I watch in the rearview mirror as Maisie—happy as a lark now, having forgotten all about the pilfered phone—points out the window and says to me with decision, with arrant conviction and delight, her voice decked out in a singsong cadence, canarying the words, “An elephant, Mommy. Look, Mommy, an elephant’s in those trees,” and God help me, I look, even though of course there isn’t an elephant in those trees. An elephant wandering around in suburban America? How absurd.

“You silly girl,” I say soberly, watching the way the day’s sunlight glints off the white of her eye. “Why would an elephant be here?” I ask, and as she chirps, “Just taking a walk, Mommy,” I’m filled suddenly with a sense of unease.

Did she tell Nick that there was a car following them? Did she make it all up, and for this he drove faster, manically, anything to get away from the phony car?
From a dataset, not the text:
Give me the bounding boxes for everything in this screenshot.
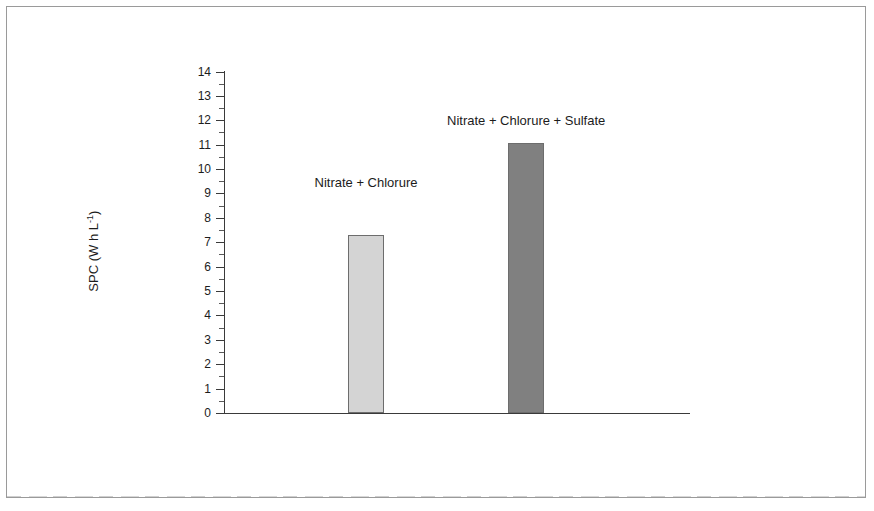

For the first time, I ask Maisie. I ask her about the car. My words come out guardedly, carefully chosen, cautious not to use the wrong ones. “Maisie, honey,” I say, my voice purring the words, “did you see the black car like you just saw that elephant in the trees? The car that was following you and Daddy?” but at the mention of a black car, she goes silent. She turns away from me and peers out the window, any sense of a smile washed clear from her face.

No, I tell myself. No. Of course not. Nick is much more commonsensical than this. He would never give in to the whims of a child.

But then I see them in the grocery store together, Maisie set in the basket of a shopping cart, begging, Faster, Daddy, faster, and I see Nick run like greased lightning up and down the aisles, not caring what other shoppers thought because all he cared about was his little girl in the shopping cart, happy, smiling, laughing.

This has happened. Many times this has happened.

And now, from the back seat comes Maisie’s crooning voice again as she spots the playground off in the distance, the one we’re en route to, the slides, the swings, the monkey bars mere specks on the horizon. “Faster, Mommy, faster,” she squeals, eager now for a day at the hippo park as my foot presses down on the gas pedal without intent, and the car casually picks up speed.